Read the rest here.MOSCOW: The atmosphere was tense, laced with nearly a century of mistrust and bitter feelings, when President Vladimir Putin met in New York with leaders of an émigré church that had broken with the Russian Orthodox Church after the Bolshevik Revolution. The breakaway church had vowed never to return as long as the "godless regime" was in power.
"I want to assure all of you," Putin said at the 2003 meeting, "that this godless regime is no longer there." Then, recalled the Reverend Serafim Gan, a senior priest of the breakaway church, the Russian Orthodox Church Outside of Russia, Putin added: "You are sitting with a believing President."
That meeting set in motion years of difficult negotiations that on Thursday are expected to be capped by the signing of a canonical union at the Cathedral of Christ the Savior, which was dynamited by Stalin in 1931 and rebuilt in the 1990s. Church members are calling the signing - which coincides with the feast of Ascension - the symbolic end of Russia's civil war and confirmation of the Russian Orthodox Church's central role in post-Soviet society.
Joint services will also be held this weekend at Butovo, a Stalinist killing field outside Moscow that is now an Orthodox shrine to the Soviet dictator's victims, and at the Kremlin's Dormition Cathedral.
"This was a place of much sorrow, temptation, suffering, and the death of martyrs," said Father Gan about Butovo. "Now this place serves revival. I think that's what was deeply touching for all of us."
In an interview broadcast Monday on Vesti-24, a state-run news channel, Patriarch Aleksei II of the Russian Orthodox Church said "the Lord is helping us in this time, this time of spiritual revival, to gather up the stones that were so thoughtlessly scattered in the past."
The Russian Orthodox Church Outside of Russia, known informally as the Russian Church Abroad, will retain its name and administrative autonomy, said Father Gan. But Moscow will exercise ultimate authority in appointments and other church matters.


Every line from the one with "Focus on human head." to the final line of the records should be printed exactly as it is, with pictures left out.

START RECORD EXTRACTS

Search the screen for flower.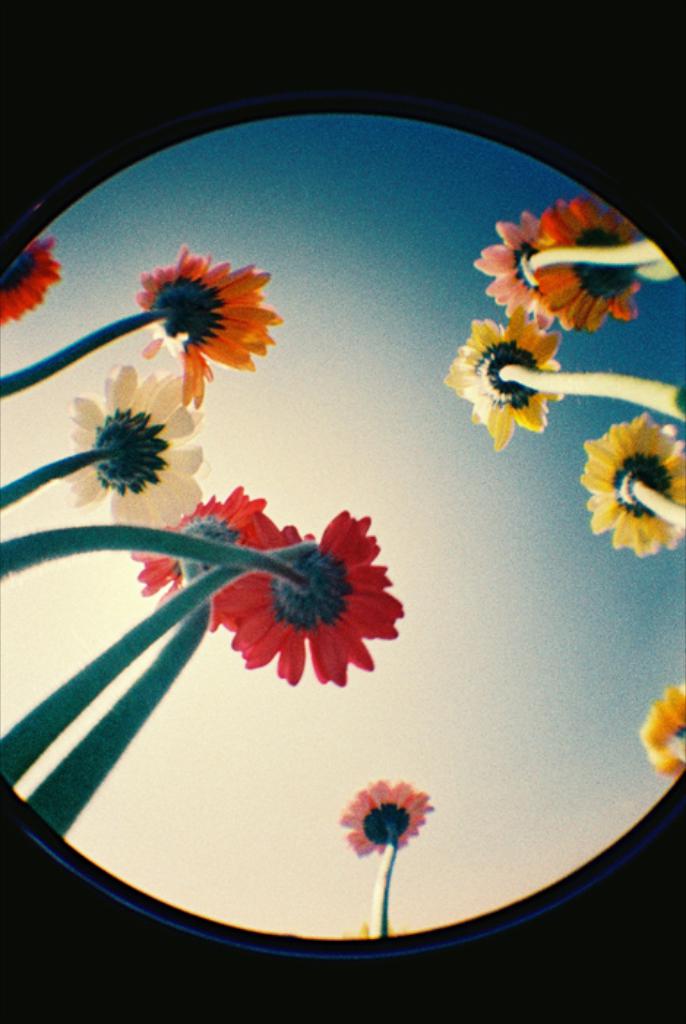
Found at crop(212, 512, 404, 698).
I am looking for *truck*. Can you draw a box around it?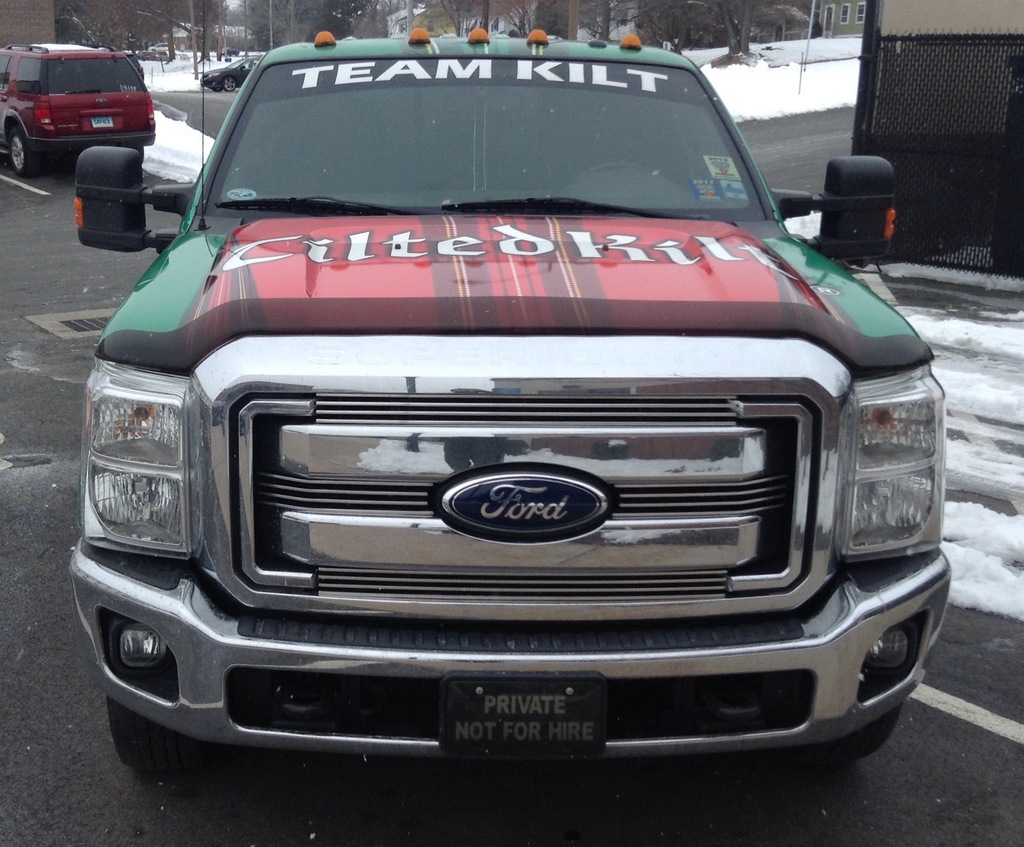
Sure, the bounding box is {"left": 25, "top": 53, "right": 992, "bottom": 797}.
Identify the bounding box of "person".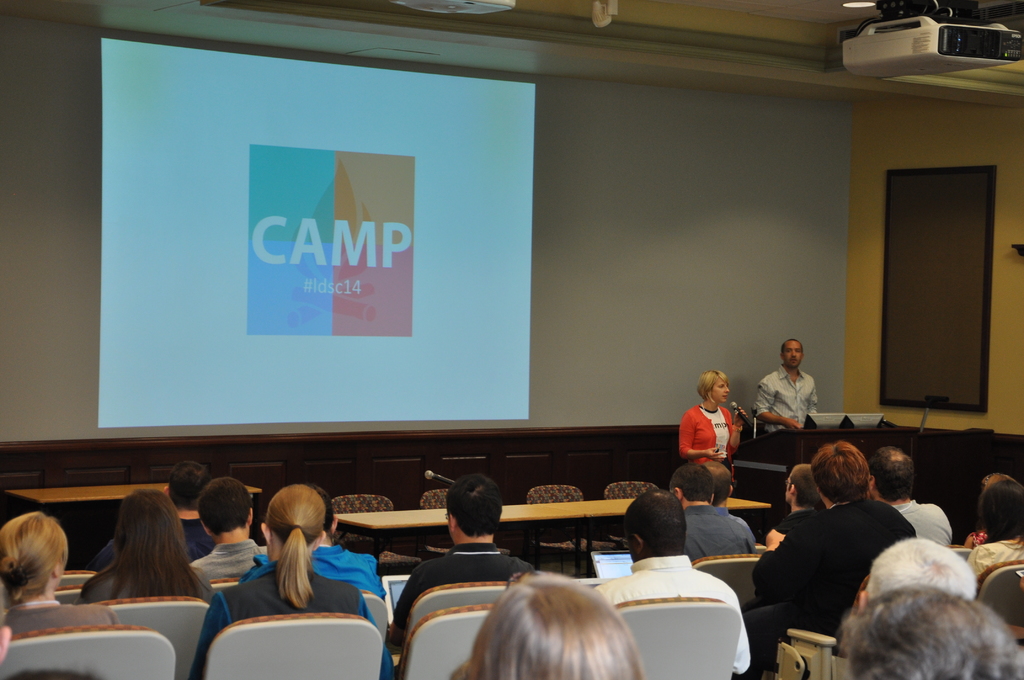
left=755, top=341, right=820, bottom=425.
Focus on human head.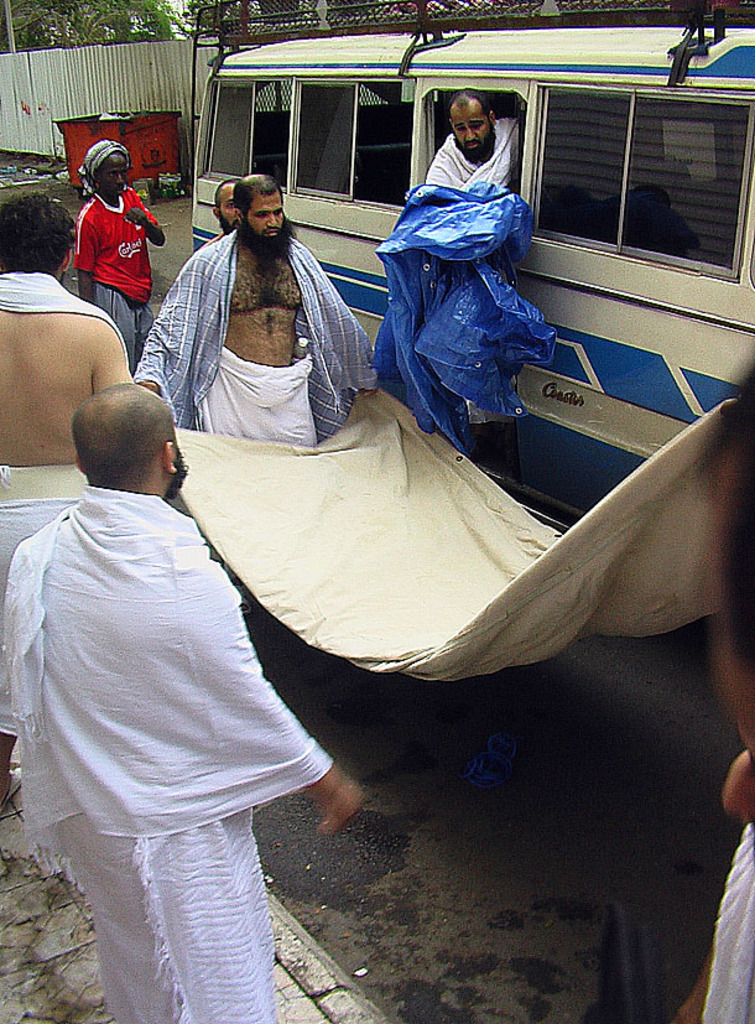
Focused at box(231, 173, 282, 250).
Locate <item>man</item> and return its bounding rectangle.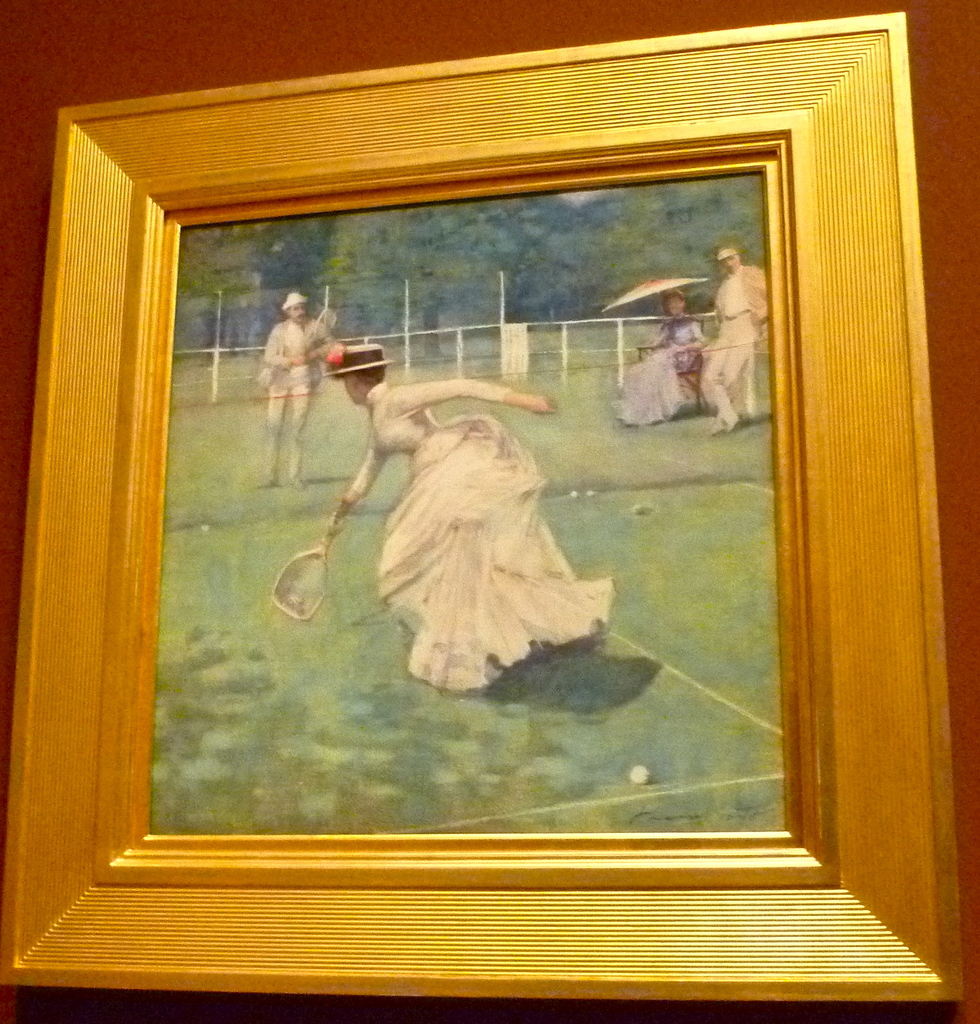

END RECORD EXTRACTS

SOLUTION FOR THIS TASK:
Focus on human head.
Focused at box(231, 173, 282, 250).
Locate <item>man</item> and return its bounding rectangle.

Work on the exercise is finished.